B.C.’s Most Influential Women in Finance: Public Service

B.C.'s Most Influential Women 2019 - Public Service

Brenda Leong

Chair and CEO, British Columbia Securities Commission

It was the early 1980s, and Brenda Leong was conflicted. A couple of years after graduating with a business degree from the University of Alberta, the native Calgarian had a job as a customer service representative at Bank of Nova Scotia. She enjoyed the field and had inherited her serial entrepreneur father, Carl’s, love of capital markets, but something didn’t seem right.

“When I reflect back now, one of the reasons I didn’t stay [in finance] and decided to pursue law was that I looked up into the executive level of the bank and saw that there were no women,” the affable but serious BCSC head says.

So it was off to the Osgoode Hall Law School at York University in Toronto. Leong spent about 15 years practising corporate law in Vancouver, but she never stopped dreaming of a career in the financial sector. She did a brief stint in the ’90s at her current workplace, but the watchdog was “going through some operational changes,” she says, prompting her to return to law.

In 2004, though, she was lured back, becoming executive director of the BCSC before being appointed chair and CEO five years later. She was recently named to a third five-year term with the regulator, slated to end in 2023.

Although finance has made great strides toward gender equality, Leong says, it still has a ways to go. She’s encouraged by the number of women in her daughter’s business class at McGill University (Leong says it’s split 50/50 between genders), and hopeful that many of those students will go on to choose a financial career. “But it’s a complicated matter, and if it was an easy fix, we’d be there,” she explains. “My personal view is that there’s a lot of ingrained systemic biases, or what some writers have referred to as unconscious bias, which makes it challenging for women to succeed.”

At the BCSC, Leong is proud that about half of its 243 employees are women. As for the rest of her legacy, she points to things like keeping pace with fin-tech innovation, as well as promoting education in avoiding fraud, as touchstones from her 10 years as CEO of a body that prioritizes protecting investors in B.C. The securities commission just got a $7.6-million revenue increase from higher fees to beef up enforcement.

“We strive to implement effective, smart regulation to have a vibrant capital market,” Leong maintains. “At the same time, we work to protect investors through our enforcement efforts and public education campaigns.” —Nathan Caddell

Jennifer Coulson

VP, ESG integration, British Columbia Investment Management Corp. (BCI)

Gayle Gorrill

VP finance and operations, UVic; director, BCI

Amanda Hobson

CFO and VP of finance and corporate services, British Columbia Lottery Corp.

Carole James

Minister of finance and deputy premier, Government of B.C.

Mia Maki

Academic director, undergraduate programs, and entrepreneurship professor, Peter B. Gustavson School of Business, UVic; principal, Quimper Consulting

Trish Pekeles

Executive director financial operations, UBC

Christy Pham

Senior principal, infrastructure and renewable resources, BCI

Lori Wanamaker

Deputy minister of finance, Government of B.C.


### Work request
Please transcribe exactly the lines from the one containing "Locate <element>man</element> with" through the end of the records below, both included, and nothing else.

### Information

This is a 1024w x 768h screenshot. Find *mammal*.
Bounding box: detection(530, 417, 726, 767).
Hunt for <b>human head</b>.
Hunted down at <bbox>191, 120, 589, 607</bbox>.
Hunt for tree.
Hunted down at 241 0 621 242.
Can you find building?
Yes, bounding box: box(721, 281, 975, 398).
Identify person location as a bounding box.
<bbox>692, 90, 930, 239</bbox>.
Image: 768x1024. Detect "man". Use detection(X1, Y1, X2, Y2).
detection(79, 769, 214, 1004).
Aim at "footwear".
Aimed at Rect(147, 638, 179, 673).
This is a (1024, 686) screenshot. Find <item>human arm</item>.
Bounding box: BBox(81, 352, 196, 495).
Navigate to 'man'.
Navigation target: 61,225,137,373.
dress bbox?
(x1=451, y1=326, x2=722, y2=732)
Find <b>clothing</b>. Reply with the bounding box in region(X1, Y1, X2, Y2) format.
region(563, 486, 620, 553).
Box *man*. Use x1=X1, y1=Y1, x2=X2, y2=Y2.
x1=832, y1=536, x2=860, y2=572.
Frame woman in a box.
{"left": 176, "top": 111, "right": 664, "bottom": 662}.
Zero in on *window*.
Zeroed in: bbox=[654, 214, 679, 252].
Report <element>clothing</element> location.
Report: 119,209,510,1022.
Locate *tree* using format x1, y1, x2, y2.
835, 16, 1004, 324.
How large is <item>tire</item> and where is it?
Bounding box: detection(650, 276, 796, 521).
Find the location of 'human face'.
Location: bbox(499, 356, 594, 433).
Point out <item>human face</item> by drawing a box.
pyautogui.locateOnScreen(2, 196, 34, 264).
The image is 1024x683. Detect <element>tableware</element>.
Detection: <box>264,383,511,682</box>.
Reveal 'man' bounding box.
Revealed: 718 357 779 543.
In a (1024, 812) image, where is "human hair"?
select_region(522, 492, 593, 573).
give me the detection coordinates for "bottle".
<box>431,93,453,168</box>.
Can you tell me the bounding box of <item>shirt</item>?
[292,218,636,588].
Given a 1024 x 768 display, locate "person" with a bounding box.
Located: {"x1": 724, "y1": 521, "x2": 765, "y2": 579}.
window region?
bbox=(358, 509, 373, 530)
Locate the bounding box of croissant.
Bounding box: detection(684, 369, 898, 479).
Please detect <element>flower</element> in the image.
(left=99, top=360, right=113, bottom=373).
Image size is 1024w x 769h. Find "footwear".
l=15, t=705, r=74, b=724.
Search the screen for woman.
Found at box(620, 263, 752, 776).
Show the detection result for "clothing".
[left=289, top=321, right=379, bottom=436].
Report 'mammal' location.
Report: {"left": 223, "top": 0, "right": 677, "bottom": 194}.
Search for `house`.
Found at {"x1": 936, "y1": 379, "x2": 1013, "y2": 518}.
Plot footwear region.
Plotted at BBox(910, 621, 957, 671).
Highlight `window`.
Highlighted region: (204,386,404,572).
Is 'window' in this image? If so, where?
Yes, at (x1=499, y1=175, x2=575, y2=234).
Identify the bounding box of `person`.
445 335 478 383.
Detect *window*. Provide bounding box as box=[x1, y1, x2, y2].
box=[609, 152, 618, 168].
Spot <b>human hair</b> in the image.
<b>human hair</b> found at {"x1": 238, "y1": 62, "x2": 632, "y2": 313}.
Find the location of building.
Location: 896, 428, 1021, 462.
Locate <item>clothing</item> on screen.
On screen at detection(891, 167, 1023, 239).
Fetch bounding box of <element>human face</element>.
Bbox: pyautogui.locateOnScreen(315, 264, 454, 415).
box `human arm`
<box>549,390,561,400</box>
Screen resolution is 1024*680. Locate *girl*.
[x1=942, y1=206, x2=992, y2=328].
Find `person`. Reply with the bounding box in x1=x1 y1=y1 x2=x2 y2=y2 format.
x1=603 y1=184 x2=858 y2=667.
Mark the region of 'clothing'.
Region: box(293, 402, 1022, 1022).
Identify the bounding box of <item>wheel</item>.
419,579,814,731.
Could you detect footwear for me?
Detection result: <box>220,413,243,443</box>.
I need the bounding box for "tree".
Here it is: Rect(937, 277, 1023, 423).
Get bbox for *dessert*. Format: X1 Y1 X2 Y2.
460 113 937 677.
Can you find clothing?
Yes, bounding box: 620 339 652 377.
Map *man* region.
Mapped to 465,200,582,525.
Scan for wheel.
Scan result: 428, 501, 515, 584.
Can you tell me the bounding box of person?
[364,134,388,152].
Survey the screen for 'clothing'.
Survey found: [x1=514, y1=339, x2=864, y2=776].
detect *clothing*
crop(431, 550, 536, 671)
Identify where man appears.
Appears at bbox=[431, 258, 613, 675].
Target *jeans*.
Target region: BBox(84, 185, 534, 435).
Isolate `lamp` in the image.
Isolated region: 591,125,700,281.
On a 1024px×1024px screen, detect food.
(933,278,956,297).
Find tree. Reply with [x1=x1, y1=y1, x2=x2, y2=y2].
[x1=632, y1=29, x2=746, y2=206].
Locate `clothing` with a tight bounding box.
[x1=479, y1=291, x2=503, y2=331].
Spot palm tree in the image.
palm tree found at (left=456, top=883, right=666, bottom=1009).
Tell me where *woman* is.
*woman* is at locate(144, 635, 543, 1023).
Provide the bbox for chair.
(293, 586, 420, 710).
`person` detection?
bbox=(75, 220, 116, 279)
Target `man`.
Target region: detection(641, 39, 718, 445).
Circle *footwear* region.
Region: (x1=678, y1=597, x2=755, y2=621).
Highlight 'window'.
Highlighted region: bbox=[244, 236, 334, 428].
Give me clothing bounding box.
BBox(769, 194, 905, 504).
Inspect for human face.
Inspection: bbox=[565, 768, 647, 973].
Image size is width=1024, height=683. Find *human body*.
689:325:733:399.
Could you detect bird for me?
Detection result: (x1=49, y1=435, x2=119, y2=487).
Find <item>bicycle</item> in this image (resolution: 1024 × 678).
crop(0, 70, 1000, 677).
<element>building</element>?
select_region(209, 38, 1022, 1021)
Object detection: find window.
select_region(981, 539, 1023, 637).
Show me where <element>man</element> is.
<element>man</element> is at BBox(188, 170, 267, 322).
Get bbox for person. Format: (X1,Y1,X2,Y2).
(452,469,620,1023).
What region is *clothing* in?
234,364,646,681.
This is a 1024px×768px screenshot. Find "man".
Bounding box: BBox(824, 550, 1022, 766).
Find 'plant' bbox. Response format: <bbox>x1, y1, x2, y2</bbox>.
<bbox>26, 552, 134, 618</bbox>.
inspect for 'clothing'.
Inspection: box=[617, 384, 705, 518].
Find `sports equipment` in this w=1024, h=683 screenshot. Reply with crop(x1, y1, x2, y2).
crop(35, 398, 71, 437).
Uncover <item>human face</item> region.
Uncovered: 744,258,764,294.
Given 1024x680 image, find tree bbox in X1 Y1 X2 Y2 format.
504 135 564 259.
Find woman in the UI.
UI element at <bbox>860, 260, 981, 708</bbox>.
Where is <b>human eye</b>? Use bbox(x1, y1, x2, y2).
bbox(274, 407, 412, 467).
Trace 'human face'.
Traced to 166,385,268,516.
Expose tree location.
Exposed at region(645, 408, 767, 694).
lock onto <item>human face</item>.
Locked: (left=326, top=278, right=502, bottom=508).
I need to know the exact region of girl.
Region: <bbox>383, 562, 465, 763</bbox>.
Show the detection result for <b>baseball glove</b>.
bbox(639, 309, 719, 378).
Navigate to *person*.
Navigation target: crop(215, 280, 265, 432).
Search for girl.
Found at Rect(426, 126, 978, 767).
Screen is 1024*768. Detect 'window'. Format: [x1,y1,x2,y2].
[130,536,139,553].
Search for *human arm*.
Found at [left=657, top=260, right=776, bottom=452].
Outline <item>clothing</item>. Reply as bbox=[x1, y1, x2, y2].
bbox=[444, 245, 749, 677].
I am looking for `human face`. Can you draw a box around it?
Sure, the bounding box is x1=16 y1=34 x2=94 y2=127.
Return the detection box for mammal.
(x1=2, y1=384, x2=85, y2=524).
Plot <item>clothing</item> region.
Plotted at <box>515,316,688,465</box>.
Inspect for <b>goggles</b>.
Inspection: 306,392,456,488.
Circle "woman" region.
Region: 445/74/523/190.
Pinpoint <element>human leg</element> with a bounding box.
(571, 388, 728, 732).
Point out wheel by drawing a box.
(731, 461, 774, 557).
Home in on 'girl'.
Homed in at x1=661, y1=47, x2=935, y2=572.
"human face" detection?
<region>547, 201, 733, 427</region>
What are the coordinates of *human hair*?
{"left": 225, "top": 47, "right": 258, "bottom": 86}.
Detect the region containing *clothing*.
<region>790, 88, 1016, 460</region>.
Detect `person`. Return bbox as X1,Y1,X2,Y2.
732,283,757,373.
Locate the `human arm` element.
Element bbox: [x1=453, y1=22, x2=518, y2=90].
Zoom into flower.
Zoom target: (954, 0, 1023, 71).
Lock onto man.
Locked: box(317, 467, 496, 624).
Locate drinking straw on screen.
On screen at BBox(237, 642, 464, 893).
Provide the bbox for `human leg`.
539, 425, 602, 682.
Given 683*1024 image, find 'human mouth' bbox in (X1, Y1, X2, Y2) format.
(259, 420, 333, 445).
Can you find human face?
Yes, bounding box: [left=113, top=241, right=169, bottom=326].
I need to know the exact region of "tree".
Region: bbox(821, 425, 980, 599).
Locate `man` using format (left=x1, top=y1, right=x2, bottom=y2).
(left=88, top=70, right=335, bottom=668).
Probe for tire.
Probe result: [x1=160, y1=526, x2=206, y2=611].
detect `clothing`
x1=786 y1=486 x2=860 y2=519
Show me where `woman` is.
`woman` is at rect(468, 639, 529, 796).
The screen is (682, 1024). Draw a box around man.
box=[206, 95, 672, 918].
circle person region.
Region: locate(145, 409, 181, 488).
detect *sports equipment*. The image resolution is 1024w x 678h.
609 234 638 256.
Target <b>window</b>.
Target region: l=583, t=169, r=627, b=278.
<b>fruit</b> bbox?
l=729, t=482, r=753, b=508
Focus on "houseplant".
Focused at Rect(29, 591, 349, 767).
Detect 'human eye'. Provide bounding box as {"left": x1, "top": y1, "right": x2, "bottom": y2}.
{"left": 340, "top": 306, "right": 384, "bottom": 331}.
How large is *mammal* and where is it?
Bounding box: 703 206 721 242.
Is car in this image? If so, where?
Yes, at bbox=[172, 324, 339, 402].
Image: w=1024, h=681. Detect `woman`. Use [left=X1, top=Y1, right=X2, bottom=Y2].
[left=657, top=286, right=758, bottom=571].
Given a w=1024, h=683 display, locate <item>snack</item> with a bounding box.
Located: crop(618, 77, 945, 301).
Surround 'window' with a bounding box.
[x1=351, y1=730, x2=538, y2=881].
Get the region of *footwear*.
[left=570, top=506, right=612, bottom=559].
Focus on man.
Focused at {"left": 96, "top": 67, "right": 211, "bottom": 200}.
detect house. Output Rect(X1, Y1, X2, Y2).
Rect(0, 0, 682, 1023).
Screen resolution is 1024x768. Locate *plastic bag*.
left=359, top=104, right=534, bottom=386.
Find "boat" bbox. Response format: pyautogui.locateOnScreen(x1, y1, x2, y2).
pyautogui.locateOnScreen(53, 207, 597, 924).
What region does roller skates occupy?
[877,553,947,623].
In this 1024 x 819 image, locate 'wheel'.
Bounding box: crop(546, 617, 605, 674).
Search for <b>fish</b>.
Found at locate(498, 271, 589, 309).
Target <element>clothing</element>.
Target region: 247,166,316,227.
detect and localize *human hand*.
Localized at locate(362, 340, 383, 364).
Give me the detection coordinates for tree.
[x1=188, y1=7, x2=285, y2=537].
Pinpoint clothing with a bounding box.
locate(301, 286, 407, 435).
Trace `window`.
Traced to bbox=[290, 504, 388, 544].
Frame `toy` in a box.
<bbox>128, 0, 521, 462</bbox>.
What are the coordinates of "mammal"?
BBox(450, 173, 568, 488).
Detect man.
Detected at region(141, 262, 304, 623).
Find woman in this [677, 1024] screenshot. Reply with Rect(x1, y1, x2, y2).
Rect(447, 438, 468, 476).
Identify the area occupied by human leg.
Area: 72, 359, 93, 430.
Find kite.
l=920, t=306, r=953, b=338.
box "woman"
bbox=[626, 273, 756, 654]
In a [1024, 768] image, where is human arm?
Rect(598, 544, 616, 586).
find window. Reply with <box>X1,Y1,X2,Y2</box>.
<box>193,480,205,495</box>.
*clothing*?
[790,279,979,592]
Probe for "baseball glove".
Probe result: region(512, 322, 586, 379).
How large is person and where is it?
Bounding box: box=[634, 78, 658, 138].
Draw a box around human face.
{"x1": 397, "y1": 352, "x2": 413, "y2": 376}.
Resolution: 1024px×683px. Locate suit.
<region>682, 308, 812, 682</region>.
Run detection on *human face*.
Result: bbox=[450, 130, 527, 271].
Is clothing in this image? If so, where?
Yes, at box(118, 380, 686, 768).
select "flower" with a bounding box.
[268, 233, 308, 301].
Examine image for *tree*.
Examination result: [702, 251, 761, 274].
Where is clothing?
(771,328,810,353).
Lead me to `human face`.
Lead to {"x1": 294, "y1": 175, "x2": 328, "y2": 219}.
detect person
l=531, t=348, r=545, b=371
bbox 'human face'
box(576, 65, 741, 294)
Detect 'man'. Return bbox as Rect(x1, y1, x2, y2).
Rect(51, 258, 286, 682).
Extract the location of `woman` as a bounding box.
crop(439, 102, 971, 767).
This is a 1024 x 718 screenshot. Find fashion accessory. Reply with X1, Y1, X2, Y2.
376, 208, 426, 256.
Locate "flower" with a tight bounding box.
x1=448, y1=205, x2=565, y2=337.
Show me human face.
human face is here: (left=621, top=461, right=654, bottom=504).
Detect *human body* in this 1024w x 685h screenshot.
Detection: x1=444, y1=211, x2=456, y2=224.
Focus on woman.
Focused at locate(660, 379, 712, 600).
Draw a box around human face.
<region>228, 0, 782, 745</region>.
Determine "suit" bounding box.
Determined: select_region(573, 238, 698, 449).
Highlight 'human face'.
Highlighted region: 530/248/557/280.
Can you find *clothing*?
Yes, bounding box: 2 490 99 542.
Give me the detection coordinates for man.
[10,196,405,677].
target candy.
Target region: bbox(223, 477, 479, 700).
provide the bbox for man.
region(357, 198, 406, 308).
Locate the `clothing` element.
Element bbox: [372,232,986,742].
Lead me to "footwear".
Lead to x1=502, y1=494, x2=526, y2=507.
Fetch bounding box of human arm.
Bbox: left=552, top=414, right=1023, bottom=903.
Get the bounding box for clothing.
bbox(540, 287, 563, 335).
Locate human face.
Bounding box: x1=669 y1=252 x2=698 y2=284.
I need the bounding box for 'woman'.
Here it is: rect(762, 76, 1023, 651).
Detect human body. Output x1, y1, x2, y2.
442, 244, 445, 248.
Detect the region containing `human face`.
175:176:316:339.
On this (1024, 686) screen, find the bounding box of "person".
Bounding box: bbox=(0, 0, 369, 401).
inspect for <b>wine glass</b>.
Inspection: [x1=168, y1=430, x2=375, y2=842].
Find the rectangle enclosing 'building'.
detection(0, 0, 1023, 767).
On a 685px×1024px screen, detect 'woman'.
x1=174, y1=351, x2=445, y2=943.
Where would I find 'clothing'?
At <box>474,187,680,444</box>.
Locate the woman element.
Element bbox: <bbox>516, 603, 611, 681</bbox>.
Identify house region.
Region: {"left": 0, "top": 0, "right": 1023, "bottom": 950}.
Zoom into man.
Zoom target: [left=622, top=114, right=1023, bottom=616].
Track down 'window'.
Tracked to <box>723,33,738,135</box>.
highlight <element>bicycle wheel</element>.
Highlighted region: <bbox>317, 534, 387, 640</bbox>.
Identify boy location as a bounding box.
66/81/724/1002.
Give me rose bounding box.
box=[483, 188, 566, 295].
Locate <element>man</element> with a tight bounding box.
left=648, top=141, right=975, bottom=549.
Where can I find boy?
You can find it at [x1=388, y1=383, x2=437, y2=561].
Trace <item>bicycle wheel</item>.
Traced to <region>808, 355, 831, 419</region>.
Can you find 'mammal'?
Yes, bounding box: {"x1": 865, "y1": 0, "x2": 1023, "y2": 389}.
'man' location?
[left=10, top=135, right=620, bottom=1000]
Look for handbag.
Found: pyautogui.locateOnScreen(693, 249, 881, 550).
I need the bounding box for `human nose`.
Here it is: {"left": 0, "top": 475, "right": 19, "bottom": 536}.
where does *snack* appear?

### Solution for this exercise
Locate <element>man</element> with a tight bounding box.
left=648, top=141, right=975, bottom=549.
Where can I find boy?
You can find it at [x1=388, y1=383, x2=437, y2=561].
Trace <item>bicycle wheel</item>.
Traced to <region>808, 355, 831, 419</region>.
Can you find 'mammal'?
Yes, bounding box: {"x1": 865, "y1": 0, "x2": 1023, "y2": 389}.
'man' location?
[left=10, top=135, right=620, bottom=1000]
Look for handbag.
Found: pyautogui.locateOnScreen(693, 249, 881, 550).
I need the bounding box for `human nose`.
Here it is: {"left": 0, "top": 475, "right": 19, "bottom": 536}.
where does *snack* appear?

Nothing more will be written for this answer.